The survey, which took nine months of observations with NASA's Swift satellite, uncovered more than 200 supermassive black holes within 400 million light years of Earth, said Jack Tueller with NASA's Goddard Space Flight Center in Greenbelt, Md.

These objects, also known as Active Galactic Nuclei or AGN, are millions or even billions times as large as the sun and occupy a region of space about the size of our solar system.

As they gobble up nearby matter, the black holes generate X-rays, as well as many other forms of light. Other black holes also spew out jets of particles, which a related research project has determined are made up of protons and electrons.

Despite their violent activity, many AGN are obscured by surrounding gas and dust.

Swift, a satellite whose main mission is to track gamma ray bursts, spends its off-hours scanning the sky for high-powered X-rays. This radiation can be detected despite light-absorbing material which often hides the black holes.

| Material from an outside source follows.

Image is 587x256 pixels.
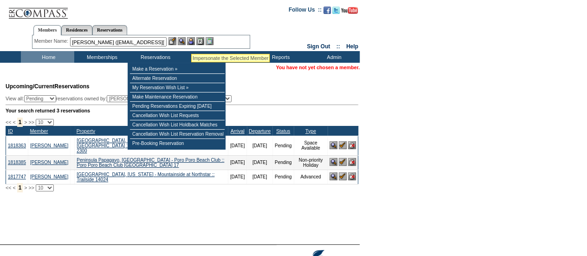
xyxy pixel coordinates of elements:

"It's hard to believe the whole sky is peppered with black holes," said University of Maryland researcher Craig Markwardt.

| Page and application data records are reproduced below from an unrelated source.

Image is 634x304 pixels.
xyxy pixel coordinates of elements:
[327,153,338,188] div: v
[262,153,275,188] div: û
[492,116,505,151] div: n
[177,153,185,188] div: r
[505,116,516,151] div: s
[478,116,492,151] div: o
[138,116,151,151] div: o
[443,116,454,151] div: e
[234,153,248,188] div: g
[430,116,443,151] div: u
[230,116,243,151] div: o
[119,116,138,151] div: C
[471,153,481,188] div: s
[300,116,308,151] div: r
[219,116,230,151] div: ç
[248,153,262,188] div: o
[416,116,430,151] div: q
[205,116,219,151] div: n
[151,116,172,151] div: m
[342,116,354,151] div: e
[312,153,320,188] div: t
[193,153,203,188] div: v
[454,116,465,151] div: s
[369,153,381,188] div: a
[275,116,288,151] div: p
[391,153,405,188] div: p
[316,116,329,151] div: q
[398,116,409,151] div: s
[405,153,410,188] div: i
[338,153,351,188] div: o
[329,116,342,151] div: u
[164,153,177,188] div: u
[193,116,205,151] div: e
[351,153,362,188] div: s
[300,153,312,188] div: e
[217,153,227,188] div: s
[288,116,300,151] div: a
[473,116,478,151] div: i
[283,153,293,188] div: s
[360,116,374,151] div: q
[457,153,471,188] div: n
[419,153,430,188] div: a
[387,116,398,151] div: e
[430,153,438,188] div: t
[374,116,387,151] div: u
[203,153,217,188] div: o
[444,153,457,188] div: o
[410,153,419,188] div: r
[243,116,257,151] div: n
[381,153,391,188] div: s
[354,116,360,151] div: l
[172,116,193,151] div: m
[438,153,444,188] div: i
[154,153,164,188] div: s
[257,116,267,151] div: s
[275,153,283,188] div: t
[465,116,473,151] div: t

Scientists know that nearly every massive galaxy, including our own Milky Way galaxy, has a supermassive black hole near its center, but they do not know why only a few percent of them appear to be actively consuming matter.

Most black holes, including our own, are dormant and were not surveyed in the Swift census. But those black holes that are active play a key role in the universe.

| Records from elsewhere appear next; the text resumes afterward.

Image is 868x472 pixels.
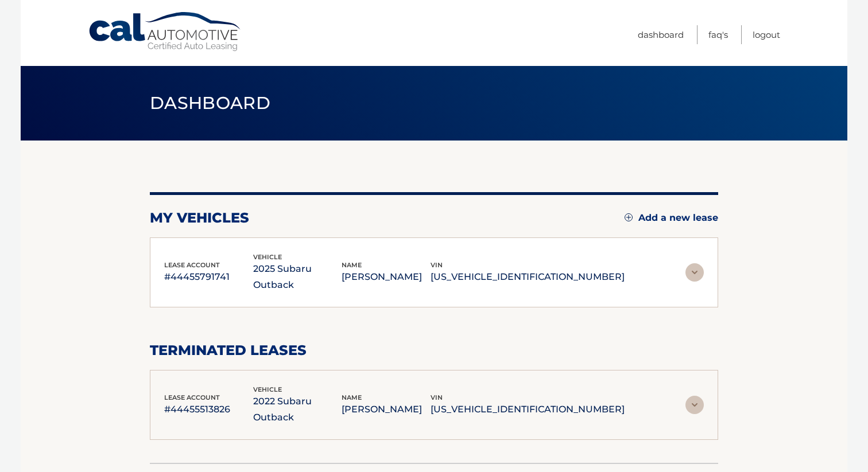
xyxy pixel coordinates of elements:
[637,25,683,44] a: Dashboard
[150,342,718,359] h2: terminated leases
[342,269,431,286] p: [PERSON_NAME]
[752,25,780,44] a: Logout
[342,394,362,401] span: name
[708,25,727,44] a: FAQ's
[431,394,443,401] span: vin
[164,401,254,418] p: #44455513826
[150,209,249,227] h2: my vehicles
[164,269,254,286] p: #44455791741
[254,394,342,426] p: 2022 Subaru Outback
[88,11,242,52] a: Cal Automotive
[625,213,633,221] img: add.svg
[342,401,431,418] p: [PERSON_NAME]
[625,212,718,224] a: Add a new lease
[342,261,362,269] span: name
[431,269,625,286] p: [US_VEHICLE_IDENTIFICATION_NUMBER]
[150,93,270,114] span: Dashboard
[685,396,704,414] img: accordion-rest.svg
[164,394,220,401] span: lease account
[254,386,282,394] span: vehicle
[254,253,282,261] span: vehicle
[431,401,625,418] p: [US_VEHICLE_IDENTIFICATION_NUMBER]
[164,261,220,269] span: lease account
[254,261,342,293] p: 2025 Subaru Outback
[431,261,443,269] span: vin
[685,264,704,282] img: accordion-rest.svg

The survey will help scientists understand one of the fundamental processes by which energy is distributed in the universe.

"You can't understand the universe without understanding black holes," said Richard

Mushotzky, also with NASA's Goddard center. "Perhaps as much as 20 percent of all of the radiated energy in the universe arises in one way or another from AGN activity."

Another phenomenon of black holes is the the jetting of highly energetic particles, which are commonly seen radiating from quasars and other objects at nearly the speed of light.

Scientists have long debated whether the long streams, which can flow for hundreds of thousands of light-years across the sky, contain protons, their antimatter partners positrons, or a mix of electrons and protons.

New research concludes the streams are made up of protons and electrons. The jets are believed to be one of the primary methods for redistributing matter and energy in the universe.

"Black hole jets are one of the great paradoxes in astronomy," said NASA's Rita Sambruna, also with Goddard. "How is it that black holes, so efficient at pulling matter in, can also accelerate matter away at near light speed? We still don't know how these jets form, but at least we now have a solid idea about what they're made of."

The research was presented this week at the American Astronomical Society meeting in San Francisco.